In 1996, the work, along with the large exhibition "The White Rose: The Student Resistance Against Hitler, Munich 1942-43," designed by Otl Aicher and Franz Josef Müller, was a special focus of our schoolwork on National Socialism. The updated exhibition contained 70 photographic and text panels shielded in plastic. From June 6 to.July 2, 1996, Sophie and Hans Scholl, as pictures on the entrance pillar to the school's assembly hall, led visitors into the walk through the text and photographic panels about student resistance against Hitler [see Visuals].

The exhibition was supplemented by a series of additional projects, which can only briefly be listed here.

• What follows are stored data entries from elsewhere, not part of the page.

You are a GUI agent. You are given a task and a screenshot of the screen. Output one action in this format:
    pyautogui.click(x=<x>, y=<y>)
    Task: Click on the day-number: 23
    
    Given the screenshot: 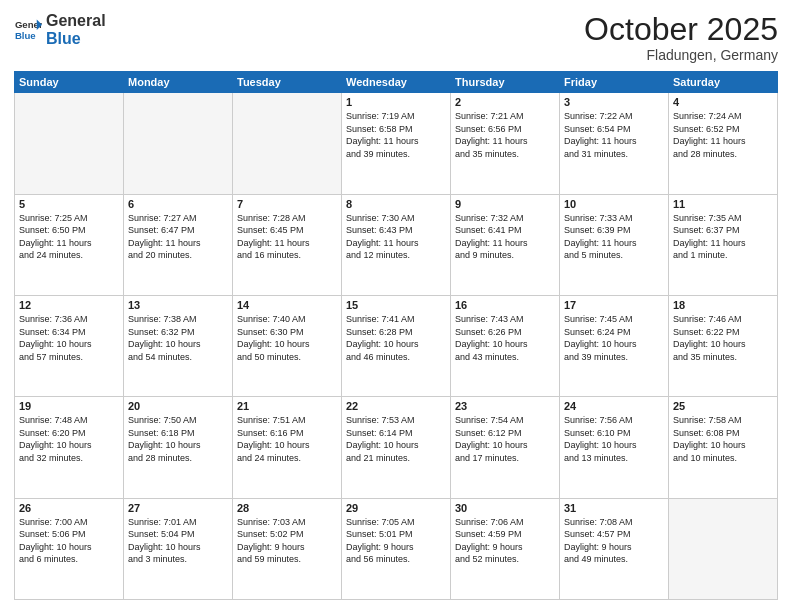 What is the action you would take?
    pyautogui.click(x=505, y=406)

1. Discussions with survivors:
a) At the exhibition opening, June 12, 1996, for grades nine, ten and twelve - Guest: Franz Josef Müller, member of the White Rose [see Documents]
b) On June 18, 1996 - Guest: Dr. Marie-Luise Schultze-Jahn, member of the White Rose

2. Public afternoon visits:
a) Members of the advanced history class offer guided tours
b) School classes from Bad Aibling and its suburbs have an opportunity to visit the exhibition

3. A secondary school teacher probationer, as a prerequisite for the teacher's second state examination, produces a student worksheet to guide students through the exhibition

4. "Local Resistance," a collection of examples from our region, is exhibited in a ninth-grade class

5. Film previews:
a) Michael Verhoeven's "Die Weiße Rose" ["The White Rose"]
b) Klaus Maria Brandauer's "Georg Elser - Einer aus Deutschland" ["Georg Elser - One Man from Germany"]
c) Laszlo Glozer's "Entartete Kunst im Dritten Reich: Die Entarteten" ["Degenerate Art in the Third Reich: The 'Degenerates' "]

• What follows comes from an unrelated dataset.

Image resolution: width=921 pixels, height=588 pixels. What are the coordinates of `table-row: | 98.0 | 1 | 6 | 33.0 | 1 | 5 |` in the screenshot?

6. Students' reading library: exhibition of all available materials including recommended reading lists

7. Bulletin board notice refers to interdisciplinary possibilities for dealing with the topics: White Rose and Resistance against National Socialism in art, religion/ethics, German, history, civics classes. For example, Hermann Vinke's "The Short Life of Sophie Scholl" was made part of the class lectures for the eighth-grade German class

8. Student trips:
a) Class trip to Munich to visit the places where these events occurred.
b) b) City tour on "National Socialism and Resistance in Munich"

The effect of the exhibition, "The White Rose: The Student Resistance Against Hitler, Munich 1942-43," and its accompanying programs in regard to confronting National Socialism and the demand for civil courage can also be shown to some degree by the flyer "Concerning General Dietl Street," distributed in front of our school on June 15, 1996 [see Documents].

Student, teacher, and parent reactions to the exhibition show unambiguously that the legacies of Sophie and Hans Scholl have been taken seriously and that heroes can have an effect. Thus, the names of members of the anti-Hitler resistance appear among those proposed by student representatives for the renaming of our school in honor of its 25th anniversary in 1999.